Review by Beatrice On 16-Apr-2024
Fon Shu has been released from prison.
He survives by providing services on a beach.
He often loses control.
His alcoholic mother calls him because she needs money; his friend Maozi would like him to return to crime work with the boss, but he tries to resist.
The search for a stable job is hampered by the requirement for a certificate of good conduct.
His ex-girlfriend, who has an indecipherable job, determinedly pushes him away; only his friend Seven, who lost her parents in a traffic accident, listens to him and spends time with him.
Fon-Shu also known as Sweet Potato got three years for shooting.
A news story inspired the first-time director, nevertheless a famous actor in Taiwan: an 18-year-old Taipei teenager pulled out a gun in public and went on a shooting spree. He had no prior record and his family was in good standing.
The event prompted him to question what can go on in people's heads.
Sweet Potato was also happy when he was studying in his hometown however something happened in his life that must have led him to shoot.
For the director, frustration is definitely a trigger and so many teenagers experience this condition caused by family, society from school, friends, and feelings.
However, Sweet Potato has a strong determination, he wants to redeem himself but his destiny seems overpowering and his temperament mixed with a sense of freedom will lead him to commit something irreversible.
The final scene is open, poetic, desperate and liberating.
Love is a gun is also the soundtrack of an implausible path of redemption, of a cryptic, enigmatic, fragmented, disjointed film.
Fate shuffles the cards and we play.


## PROBLEM DESCRIPTION
In the records that follow, find each line with "Ethic" and pull it out.

## INFORMATION SUPPLIED

☆ ☆ ☆ ☆ ☆ ☆ ☆

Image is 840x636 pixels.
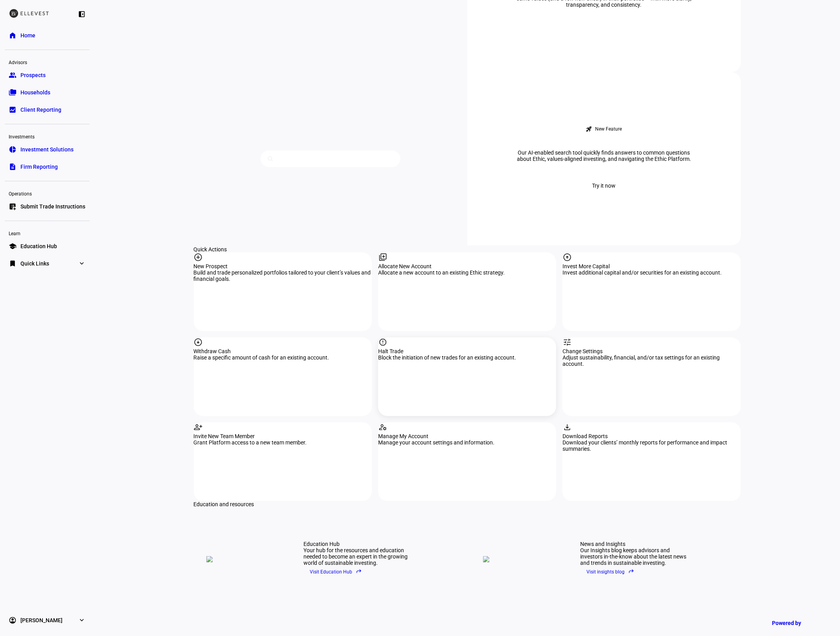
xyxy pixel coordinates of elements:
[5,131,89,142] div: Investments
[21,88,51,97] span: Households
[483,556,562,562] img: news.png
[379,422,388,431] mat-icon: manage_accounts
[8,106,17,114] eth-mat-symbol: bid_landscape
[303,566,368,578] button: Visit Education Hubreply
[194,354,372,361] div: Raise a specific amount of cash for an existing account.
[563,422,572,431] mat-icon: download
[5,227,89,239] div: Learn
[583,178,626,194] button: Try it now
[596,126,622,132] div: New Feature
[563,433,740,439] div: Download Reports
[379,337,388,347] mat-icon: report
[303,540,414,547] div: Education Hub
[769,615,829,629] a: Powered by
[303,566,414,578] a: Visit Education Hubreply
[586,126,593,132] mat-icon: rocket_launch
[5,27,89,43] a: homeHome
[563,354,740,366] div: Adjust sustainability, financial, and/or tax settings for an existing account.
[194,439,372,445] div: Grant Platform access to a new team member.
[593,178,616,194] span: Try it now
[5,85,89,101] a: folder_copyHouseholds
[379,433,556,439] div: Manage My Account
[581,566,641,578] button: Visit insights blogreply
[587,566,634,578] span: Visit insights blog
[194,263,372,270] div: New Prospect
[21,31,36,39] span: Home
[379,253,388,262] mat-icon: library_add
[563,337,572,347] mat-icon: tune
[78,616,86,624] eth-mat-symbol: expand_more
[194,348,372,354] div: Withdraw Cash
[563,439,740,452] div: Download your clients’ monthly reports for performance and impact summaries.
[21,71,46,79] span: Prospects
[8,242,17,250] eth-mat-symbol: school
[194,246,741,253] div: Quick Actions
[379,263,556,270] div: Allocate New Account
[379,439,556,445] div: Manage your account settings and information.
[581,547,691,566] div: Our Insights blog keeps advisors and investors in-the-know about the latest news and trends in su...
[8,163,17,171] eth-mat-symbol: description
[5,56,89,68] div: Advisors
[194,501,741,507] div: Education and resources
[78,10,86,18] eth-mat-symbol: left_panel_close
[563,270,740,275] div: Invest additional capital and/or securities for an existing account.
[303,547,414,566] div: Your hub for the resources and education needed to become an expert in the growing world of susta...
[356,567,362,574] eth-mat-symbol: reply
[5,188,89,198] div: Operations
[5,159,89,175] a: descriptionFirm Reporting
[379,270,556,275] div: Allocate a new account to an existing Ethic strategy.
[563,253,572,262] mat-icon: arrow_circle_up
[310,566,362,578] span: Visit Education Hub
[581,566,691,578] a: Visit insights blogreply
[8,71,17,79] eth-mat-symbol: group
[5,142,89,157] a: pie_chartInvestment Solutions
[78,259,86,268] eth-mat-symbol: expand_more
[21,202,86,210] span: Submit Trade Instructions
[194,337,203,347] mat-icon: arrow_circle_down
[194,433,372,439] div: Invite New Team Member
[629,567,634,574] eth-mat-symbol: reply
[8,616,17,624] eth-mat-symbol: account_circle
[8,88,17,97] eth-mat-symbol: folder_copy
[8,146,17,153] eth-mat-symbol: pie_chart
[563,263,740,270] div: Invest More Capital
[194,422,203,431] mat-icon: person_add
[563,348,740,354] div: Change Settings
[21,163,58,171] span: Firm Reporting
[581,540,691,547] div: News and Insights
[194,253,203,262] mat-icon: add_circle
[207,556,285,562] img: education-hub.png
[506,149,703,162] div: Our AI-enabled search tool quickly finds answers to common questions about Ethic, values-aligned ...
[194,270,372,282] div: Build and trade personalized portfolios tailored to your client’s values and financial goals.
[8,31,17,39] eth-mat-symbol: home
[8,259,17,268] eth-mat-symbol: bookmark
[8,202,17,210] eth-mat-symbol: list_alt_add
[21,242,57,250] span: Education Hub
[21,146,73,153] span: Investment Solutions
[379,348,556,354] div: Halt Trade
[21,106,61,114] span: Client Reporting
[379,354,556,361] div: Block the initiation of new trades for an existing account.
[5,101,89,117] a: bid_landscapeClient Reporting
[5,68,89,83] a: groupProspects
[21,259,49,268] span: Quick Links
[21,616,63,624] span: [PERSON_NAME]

☆ ☆ ☆ ☆ ☆ ☆ ☆

## RESPONSE TO THIS TASK
[379,270,556,275] div: Allocate a new account to an existing Ethic strategy.
[506,149,703,162] div: Our AI-enabled search tool quickly finds answers to common questions about Ethic, values-aligned ...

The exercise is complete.